You're Never Weird on the Internet (Almost)

I’d better breed and make babies, because I’m getting old and my uterus is drying up like the Sahara.

 

It didn’t make me fun to be around or work with. I needed to take a long break to find myself again, but with Geek & Sundry going a thousand miles per hour, I couldn’t make the train stop even for a second. I was trained to get an A in life from everyone, so I never learned how to take care of myself even if I had a right to.

 

“I’m recovering from an operation, but yes, I can appear in your web series for free! Please like me!”

 

The pressure just got more and more intense, from myself and from the world. And in the spring of 2013, a few months after The Guild finished, when I was restructuring the company and still working eighteen hours a day nonstop, my problems got serious.

 

Stress started killing me. Literally.

 

I developed severe panic attacks in the middle of the night. At 4:30 a.m. on the dot, I’d wake up with my heart pounding in my chest, like someone was standing over me with a butcher knife, trying to kill me in my sleep. (There was never anyone there, FYI.) I’d lie there panicking about the show’s end, my business, internet comments, yelling at people in my head until I fretted myself to sleep again. Every night for months.

 

During the day, I became frantic to find a way to validate myself again. I started five different new projects, then abandoned them just as quickly because I couldn’t get them done immediately to show people and get external praise. I became more and more desperate to make Geek & Sundry a bigger success. This put pressure on everyone around me in the company, especially since I started planning ridiculously far ahead, alert to every random disaster scenario possible.

 

“Do we have a backup system in place in triplicate for our videos? What’s going to happen when the big earthquake hits in 2048? Will we have master copies of our web shows in storage?! Commence emergency protocol, go go go!!”

 

My fear of the future became paralyzing. It strained my relationship with Kim, my business partner of six years and probably contributed to her leaving our company, one of my biggest regrets. That ended one of the most wonderful, artistically rewarding relationships of my life.

 

Keep reading, it gets worse!

 

My moods were reliable—in that they were consistently, ABSOLUTELY INSANE. They’d roller coaster so far and fast day to day, hour to hour <happy SAD motivated DEPRESSED angry MANIC!!!>. My warped and anxious state of mind spiraled tighter and tighter, compressing to the point where I lost my memory. Completely, like a character with amnesia in a pulp detective novel. Romantic? Not so much. I literally couldn’t remember things from my childhood, people’s names, even simple things like, “What’s the name of the redhead actor in Harry Potter?” Things I KNEW that I knew! (Rupert Grint, sorry, pal. I’ll never forget you again.) The sheer act of thinking felt like sloughing through thick molasses. I couldn’t trust my own mind anymore, which was the scariest thing I’ve ever experienced. Once, I stared at a plate of food for fifteen minutes, unable to figure out if I liked green beans or not. I honestly couldn’t remember. To be unsure of what you like, what you feel, who you are? Believe me, it’s utterly terrifying.

 

During all of this I continued to appear at conventions and conferences around the world, making speeches and doing panels and signing autographs. Which you’d think would make me feel better. People enjoying my work seems like a nice ego boost? Nope, I dodged those bullets of hope like a pessimist pro! The appearances actually made all my impostor feelings even worse. I would sob before going out to meet people because I felt like such a fraud. I didn’t deserve their compliments. Why do they want to talk about my work? It’s all in the past. Months old. Can’t they see what a worthless piece of crap I am now?

 

In my warped state of mind, I had nothing new to offer my fans and I probably wouldn’t ever again. I deserved to be hated, not loved.

 

These were the worst days of my life.

 

In retrospect, crappy chemicals in my brain were working overtime, driving me to destroy myself, like that thing that makes lemmings throw themselves over a cliff. (That’s actually folklore based on a Disney documentary where the filmmakers in the 1960s flung lemmings over the edge of the cliff for their movie. Horrible. But the video game was awesome, amiright?)

 

 

 

I tried superficial things to control my world, like losing weight, but that just left me gaunt and freezing all the time. I’d lie in bed and feel my bones, aware of how much closer my skeleton was to the sheets. It felt . . . good. In a twisted and perverse and self-destructive way. If I couldn’t control my life, I could control THIS, however bad it was for me in the end.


Only one span is wanted from the lines below: from the one with "Locate an element" up to and including the one with "Task: Click on the a: Privacy policy". Copy it exactly, without images.

Recorded information

┄┄┄┄┄┄┄┄┄┄┄┄┄┄┄┄┄┄┄┄

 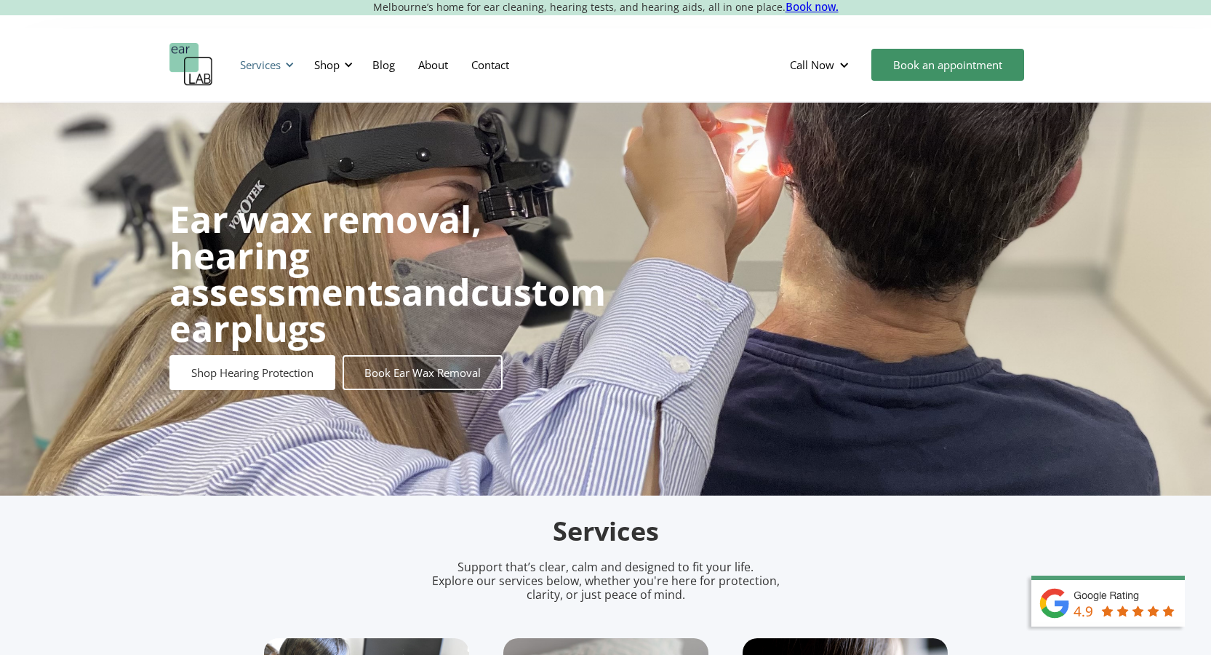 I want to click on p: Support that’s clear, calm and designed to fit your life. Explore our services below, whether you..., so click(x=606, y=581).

┄┄┄┄┄┄┄┄┄┄┄┄┄┄┄┄┄┄┄┄

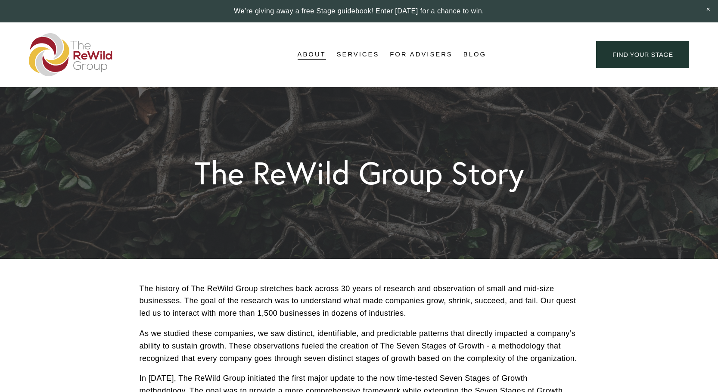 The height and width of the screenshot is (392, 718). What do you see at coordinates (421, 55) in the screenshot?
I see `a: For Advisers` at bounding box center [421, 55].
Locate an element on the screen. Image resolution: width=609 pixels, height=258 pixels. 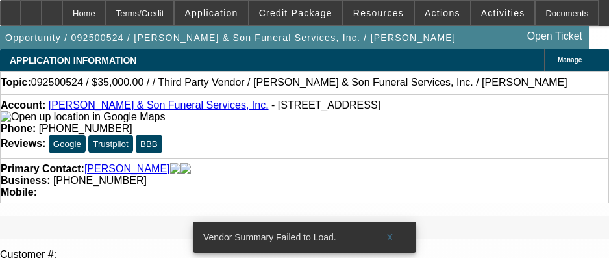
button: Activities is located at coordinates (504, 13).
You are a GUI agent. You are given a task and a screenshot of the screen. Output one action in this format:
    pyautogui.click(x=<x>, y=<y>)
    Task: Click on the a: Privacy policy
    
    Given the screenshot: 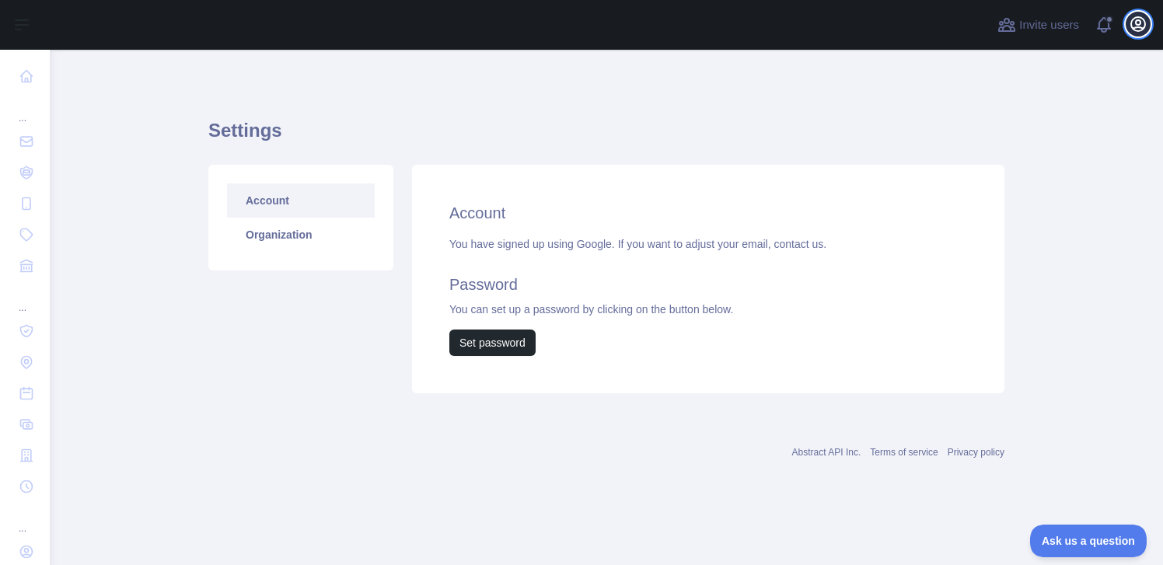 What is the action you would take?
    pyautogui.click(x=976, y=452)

┄┄┄┄┄┄┄┄┄┄┄┄┄┄┄┄┄┄┄┄

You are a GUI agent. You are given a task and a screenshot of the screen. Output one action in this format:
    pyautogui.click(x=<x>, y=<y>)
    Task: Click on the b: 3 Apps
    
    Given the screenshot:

┄┄┄┄┄┄┄┄┄┄┄┄┄┄┄┄┄┄┄┄

Response for this exercise
Locate an element on the screen. Image resolution: width=609 pixels, height=258 pixels. 
button: Activities is located at coordinates (504, 13).
You are a GUI agent. You are given a task and a screenshot of the screen. Output one action in this format:
    pyautogui.click(x=<x>, y=<y>)
    Task: Click on the a: Privacy policy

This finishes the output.